» **Directions**: Given the material below, return only the lines starting at the line with "What do you see at coordinates (615, 205)" and ending at the line with "The width and height of the screenshot is (1453, 817).", exactly as they appear.
-=-=-=-=-
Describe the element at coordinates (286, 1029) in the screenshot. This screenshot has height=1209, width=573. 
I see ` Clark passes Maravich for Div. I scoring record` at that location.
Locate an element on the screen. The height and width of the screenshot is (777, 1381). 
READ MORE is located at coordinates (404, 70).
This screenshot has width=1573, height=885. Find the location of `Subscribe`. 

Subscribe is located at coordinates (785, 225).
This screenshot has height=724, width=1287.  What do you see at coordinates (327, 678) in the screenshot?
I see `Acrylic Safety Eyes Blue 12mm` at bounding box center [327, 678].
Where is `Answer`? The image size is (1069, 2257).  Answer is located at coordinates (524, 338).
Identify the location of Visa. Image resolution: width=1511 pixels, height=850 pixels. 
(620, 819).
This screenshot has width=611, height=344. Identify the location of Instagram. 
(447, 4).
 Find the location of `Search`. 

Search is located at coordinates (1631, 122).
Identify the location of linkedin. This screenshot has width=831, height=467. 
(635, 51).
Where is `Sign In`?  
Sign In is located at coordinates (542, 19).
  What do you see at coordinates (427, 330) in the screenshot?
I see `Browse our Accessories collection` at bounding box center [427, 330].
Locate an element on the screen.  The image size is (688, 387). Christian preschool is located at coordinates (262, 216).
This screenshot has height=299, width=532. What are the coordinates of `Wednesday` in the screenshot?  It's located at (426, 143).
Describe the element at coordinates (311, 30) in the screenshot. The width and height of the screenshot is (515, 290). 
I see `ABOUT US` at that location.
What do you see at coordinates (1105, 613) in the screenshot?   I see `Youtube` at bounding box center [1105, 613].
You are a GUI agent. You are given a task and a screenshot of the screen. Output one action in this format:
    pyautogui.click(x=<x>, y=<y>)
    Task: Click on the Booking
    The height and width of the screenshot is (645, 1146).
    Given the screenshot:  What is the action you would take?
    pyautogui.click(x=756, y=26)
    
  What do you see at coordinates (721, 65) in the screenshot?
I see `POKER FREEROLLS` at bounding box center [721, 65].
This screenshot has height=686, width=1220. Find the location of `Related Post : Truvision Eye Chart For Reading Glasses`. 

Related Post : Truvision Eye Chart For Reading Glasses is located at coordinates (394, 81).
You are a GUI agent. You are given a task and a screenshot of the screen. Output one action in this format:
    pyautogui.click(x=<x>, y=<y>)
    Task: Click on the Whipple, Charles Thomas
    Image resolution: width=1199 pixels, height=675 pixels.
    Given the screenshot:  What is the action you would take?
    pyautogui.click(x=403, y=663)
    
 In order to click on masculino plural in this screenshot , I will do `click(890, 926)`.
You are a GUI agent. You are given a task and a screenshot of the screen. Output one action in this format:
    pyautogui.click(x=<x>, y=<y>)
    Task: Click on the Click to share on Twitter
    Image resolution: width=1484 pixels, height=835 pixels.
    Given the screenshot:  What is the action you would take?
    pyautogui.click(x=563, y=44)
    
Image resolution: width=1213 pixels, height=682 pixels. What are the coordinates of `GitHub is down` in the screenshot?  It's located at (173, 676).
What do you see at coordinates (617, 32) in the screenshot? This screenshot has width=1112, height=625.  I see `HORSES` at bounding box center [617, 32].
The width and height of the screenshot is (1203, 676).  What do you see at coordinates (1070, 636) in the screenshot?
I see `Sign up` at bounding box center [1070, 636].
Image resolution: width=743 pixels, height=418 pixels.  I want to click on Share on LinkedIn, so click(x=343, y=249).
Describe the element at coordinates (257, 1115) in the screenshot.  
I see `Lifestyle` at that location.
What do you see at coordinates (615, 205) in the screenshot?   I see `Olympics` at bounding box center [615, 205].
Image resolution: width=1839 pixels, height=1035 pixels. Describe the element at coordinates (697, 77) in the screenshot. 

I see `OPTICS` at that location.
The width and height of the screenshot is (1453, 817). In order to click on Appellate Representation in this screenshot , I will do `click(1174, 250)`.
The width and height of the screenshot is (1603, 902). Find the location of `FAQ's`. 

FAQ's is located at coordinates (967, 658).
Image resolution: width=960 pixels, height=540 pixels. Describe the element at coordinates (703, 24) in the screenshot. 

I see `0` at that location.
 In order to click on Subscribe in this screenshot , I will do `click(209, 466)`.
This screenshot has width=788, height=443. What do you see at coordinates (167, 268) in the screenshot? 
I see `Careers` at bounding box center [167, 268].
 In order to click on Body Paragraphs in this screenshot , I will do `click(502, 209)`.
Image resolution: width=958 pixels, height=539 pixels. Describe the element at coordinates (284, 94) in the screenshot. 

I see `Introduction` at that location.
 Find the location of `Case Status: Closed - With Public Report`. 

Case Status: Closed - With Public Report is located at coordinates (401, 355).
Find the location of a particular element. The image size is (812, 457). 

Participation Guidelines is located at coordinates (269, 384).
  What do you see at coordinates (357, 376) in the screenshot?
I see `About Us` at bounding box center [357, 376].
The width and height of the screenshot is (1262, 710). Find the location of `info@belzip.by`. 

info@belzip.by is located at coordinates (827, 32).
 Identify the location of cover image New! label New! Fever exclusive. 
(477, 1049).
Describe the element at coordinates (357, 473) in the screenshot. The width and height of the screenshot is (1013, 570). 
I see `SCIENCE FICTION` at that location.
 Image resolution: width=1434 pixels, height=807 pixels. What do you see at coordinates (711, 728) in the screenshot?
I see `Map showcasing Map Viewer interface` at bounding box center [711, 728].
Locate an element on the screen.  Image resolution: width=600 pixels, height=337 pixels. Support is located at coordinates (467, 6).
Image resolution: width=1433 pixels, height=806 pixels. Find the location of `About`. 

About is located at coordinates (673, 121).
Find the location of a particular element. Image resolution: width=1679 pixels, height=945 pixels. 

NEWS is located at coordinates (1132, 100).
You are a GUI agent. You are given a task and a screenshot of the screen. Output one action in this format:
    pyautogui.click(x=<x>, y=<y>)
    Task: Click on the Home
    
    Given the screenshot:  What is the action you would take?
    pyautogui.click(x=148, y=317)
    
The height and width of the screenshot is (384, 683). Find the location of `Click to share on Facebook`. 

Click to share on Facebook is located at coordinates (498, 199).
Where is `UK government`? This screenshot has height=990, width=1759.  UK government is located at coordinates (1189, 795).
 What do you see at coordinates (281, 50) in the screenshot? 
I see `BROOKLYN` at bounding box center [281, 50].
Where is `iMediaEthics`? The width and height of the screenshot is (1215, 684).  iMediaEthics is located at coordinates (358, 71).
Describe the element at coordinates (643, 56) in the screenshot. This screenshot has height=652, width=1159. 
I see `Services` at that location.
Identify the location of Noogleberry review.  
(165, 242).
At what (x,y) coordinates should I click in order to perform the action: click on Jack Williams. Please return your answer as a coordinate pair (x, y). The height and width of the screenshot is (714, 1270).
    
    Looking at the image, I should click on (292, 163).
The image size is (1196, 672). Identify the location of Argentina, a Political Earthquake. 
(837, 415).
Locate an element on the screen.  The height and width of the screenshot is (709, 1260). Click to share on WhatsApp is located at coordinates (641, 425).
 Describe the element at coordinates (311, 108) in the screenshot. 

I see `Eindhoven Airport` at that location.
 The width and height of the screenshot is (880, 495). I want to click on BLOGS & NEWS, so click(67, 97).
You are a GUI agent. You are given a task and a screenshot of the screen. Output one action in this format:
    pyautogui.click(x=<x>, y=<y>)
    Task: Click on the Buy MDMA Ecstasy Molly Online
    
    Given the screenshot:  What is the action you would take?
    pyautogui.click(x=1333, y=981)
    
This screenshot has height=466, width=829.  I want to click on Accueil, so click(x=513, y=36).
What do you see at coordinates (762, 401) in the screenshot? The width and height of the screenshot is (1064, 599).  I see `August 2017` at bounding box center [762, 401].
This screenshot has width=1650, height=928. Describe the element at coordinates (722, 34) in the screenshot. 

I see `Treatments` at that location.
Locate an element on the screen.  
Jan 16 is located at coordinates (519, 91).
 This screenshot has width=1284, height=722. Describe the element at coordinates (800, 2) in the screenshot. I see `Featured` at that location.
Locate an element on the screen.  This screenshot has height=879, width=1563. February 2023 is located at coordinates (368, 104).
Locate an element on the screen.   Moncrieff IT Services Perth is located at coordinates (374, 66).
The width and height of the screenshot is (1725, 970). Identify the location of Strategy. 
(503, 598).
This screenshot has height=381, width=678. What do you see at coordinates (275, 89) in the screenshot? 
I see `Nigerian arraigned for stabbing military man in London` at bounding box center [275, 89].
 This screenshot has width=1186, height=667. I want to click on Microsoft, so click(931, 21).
-=-=-=-=-
» **Finished exercise**:
What do you see at coordinates (615, 205) in the screenshot?   I see `Olympics` at bounding box center [615, 205].
Image resolution: width=1839 pixels, height=1035 pixels. Describe the element at coordinates (697, 77) in the screenshot. 

I see `OPTICS` at that location.
The width and height of the screenshot is (1453, 817). In order to click on Appellate Representation in this screenshot , I will do `click(1174, 250)`.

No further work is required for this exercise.